Wednesday 15 April 2015

The three ingredients of storytelling

Storytelling’ is currently enjoying industry buzzword status. However, no-one seems to agree on exactly what storytelling is – let alone how to do it well. In this post, we cut through the hype and reveal the three ingredients you need to harness the power of storytelling for your brand.

Forget what those creative gurus are telling you: brand storytelling is not a hot, new invention. It’s always underpinned great branding. The trouble is, the term ‘storytelling’ has been tossed around so much lately its meaning has become rather diluted and distorted.

‘Storytelling’ is now increasingly used to describe what is essentially just well-structured copywriting: a nice intro, a bit of detail and a satisfying conclusion. It’s become a buzzword – another branding platitude with no real substance.

The recipe for connection
We want to change that. For us, it’s not storytelling unless you make use of the following three ingredients.
1. Character
When it comes to brand storytelling, human emotion is what really makes a tale. People are much more likely to build emotional connections to characters rather than corporations. That’s why successful brand storytelling nearly always has a human face (or at least a meerkat one). So introduce character or, even better, a character, for maximum storytelling results.
                                                                                                              
2. Suspense
This is all about raising questions in the audience or reader’s mind – questions they instinctively want answering. Introducing a challenge is the most effective way of achieving this. It doesn’t have to be negative or perilous either. It could be, ‘Can we do better than last year?’ or, ‘Can our pies be tastier than ever?’ However, the emotional attachment to your brand’s character will diminish if it doesn’t have to overcome something.

3. Empathy
People connect with characters by drawing parallels between the challenge in the story and challenges they’ve fought or are facing in real life. Put simply: storytelling is all about empathy. Alas, the revelation of weakness required to create a really powerful story is a step too far for most brands.

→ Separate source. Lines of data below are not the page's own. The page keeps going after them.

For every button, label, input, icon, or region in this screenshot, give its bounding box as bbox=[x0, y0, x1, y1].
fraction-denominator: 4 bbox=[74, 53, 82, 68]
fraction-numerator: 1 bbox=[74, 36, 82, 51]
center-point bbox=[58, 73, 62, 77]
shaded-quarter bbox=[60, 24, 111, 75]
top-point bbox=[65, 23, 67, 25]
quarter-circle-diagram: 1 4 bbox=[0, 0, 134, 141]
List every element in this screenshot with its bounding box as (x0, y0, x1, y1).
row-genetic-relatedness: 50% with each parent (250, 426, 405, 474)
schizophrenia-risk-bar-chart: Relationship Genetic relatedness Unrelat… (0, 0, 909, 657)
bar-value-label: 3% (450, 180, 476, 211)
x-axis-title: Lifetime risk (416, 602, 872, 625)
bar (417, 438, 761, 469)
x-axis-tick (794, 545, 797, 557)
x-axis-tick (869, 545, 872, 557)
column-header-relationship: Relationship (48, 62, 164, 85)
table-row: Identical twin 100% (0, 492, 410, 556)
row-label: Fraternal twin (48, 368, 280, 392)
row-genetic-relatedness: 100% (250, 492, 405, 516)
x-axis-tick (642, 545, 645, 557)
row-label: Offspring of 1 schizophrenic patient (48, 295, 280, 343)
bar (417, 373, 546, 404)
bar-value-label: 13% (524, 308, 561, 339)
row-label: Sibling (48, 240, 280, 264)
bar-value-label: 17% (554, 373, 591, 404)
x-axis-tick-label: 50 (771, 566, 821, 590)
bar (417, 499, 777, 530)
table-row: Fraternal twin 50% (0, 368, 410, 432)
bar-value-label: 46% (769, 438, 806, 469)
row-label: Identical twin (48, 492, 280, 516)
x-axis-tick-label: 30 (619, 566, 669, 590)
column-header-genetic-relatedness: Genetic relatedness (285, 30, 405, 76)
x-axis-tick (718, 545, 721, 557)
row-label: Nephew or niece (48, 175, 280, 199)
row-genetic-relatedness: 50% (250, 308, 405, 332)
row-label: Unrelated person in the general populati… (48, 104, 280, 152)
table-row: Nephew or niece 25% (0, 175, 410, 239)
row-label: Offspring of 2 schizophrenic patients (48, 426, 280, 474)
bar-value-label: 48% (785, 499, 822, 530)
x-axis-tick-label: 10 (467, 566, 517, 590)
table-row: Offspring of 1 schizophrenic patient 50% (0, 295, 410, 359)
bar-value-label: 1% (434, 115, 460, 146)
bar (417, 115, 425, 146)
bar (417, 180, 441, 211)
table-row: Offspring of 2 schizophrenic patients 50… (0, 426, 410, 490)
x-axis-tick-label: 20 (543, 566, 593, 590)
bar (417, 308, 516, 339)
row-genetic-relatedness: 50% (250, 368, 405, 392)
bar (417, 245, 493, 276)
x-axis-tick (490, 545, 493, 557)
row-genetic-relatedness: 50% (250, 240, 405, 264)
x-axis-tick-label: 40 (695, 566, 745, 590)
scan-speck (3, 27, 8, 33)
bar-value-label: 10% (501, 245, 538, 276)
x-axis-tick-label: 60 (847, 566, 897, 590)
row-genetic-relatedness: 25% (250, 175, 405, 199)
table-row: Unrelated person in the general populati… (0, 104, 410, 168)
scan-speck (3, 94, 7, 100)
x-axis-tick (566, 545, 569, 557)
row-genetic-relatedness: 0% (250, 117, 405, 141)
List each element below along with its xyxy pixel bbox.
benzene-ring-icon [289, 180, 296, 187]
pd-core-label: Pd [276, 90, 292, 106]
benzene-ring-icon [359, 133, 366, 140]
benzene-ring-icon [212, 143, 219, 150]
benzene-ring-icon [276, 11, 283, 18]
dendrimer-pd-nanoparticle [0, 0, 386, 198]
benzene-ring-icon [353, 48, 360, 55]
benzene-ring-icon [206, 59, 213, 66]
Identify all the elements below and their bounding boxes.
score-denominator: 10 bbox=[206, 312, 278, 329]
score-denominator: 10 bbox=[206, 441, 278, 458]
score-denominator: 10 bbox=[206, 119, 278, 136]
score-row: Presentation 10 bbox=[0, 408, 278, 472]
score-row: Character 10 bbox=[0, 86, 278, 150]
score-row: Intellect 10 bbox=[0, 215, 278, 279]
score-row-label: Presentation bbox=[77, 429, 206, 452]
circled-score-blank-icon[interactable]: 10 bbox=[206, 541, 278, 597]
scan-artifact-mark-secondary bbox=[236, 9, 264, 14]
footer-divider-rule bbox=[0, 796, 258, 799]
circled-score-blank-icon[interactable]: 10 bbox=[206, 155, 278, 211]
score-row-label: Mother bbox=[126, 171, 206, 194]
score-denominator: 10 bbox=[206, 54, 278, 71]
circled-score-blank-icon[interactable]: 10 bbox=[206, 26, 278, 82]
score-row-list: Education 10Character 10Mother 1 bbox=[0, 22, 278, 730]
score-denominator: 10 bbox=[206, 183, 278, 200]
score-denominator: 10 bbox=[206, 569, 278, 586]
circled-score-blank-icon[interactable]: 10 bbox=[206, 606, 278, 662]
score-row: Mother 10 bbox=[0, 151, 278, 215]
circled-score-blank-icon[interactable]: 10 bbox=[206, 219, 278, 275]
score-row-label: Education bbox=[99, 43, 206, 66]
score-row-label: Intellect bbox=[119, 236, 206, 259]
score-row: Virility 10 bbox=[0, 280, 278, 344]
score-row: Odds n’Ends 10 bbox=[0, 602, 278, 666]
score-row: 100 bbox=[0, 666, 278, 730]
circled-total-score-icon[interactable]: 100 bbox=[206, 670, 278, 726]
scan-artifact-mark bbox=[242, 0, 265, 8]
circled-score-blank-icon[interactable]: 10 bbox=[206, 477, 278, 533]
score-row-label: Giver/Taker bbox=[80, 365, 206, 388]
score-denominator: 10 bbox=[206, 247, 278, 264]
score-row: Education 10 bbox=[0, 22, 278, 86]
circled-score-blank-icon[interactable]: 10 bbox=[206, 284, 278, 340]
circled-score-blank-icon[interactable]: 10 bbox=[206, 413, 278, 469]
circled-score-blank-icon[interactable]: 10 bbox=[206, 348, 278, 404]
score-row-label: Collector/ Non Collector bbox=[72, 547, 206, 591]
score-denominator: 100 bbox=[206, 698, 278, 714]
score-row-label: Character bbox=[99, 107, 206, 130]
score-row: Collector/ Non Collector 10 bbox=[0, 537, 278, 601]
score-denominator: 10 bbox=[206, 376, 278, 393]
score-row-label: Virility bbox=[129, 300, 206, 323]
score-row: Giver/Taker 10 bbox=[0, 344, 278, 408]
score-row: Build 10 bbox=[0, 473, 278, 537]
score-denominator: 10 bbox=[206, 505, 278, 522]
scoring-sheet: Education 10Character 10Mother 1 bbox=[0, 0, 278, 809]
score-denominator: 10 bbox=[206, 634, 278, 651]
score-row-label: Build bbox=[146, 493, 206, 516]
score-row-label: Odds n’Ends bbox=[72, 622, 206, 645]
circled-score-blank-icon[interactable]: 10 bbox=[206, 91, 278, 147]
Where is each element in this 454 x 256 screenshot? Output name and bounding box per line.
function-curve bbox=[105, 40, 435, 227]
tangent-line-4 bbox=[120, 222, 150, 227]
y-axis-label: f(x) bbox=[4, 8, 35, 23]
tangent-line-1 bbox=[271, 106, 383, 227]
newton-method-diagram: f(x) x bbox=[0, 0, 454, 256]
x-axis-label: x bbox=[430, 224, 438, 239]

Why do brand stories leave us underwhelmed?
Despite having the ingredients to create powerful stories in their proverbial larders, most brands aren't willing to throw them in the pot.
  • They don't want to show vulnerability or hint at weakness so they don’t have the suspense.
  • They don’t want to put an individual forward so they don’t have the character (and they can therefore forget about empathy).
Diet storytelling
Of course, this reluctance doesn’t stop brands from attempting to tell stories. You’ll still get juice companies spinning a yarn about how their oranges are grown in deepest Latin America using nothing but love and sunlight. However, without character, suspense and empathy, they’re mildly interesting at best.

What they need is a character (Ricco’s family has picked our oranges for two generations and it’s taken him from poverty to owning his own home), a challenge (every year he does battle with mountain flooding) and empathy (he has pride in his work and wants his children to go to university). Now that’s the basis of a powerful brand story.

The End
We don’t quite agree with sweary, Austrian designer, Stefan Sagmiester – but he has a point. Storytelling – proper storytelling as practised by filmmakers and novelists – does offer powerful opportunities for brands. (We once wrote a fable for a bank to explain a principle to their senior management.) However, it is a distinct and fairly complex tool which requires the brand to take some risks.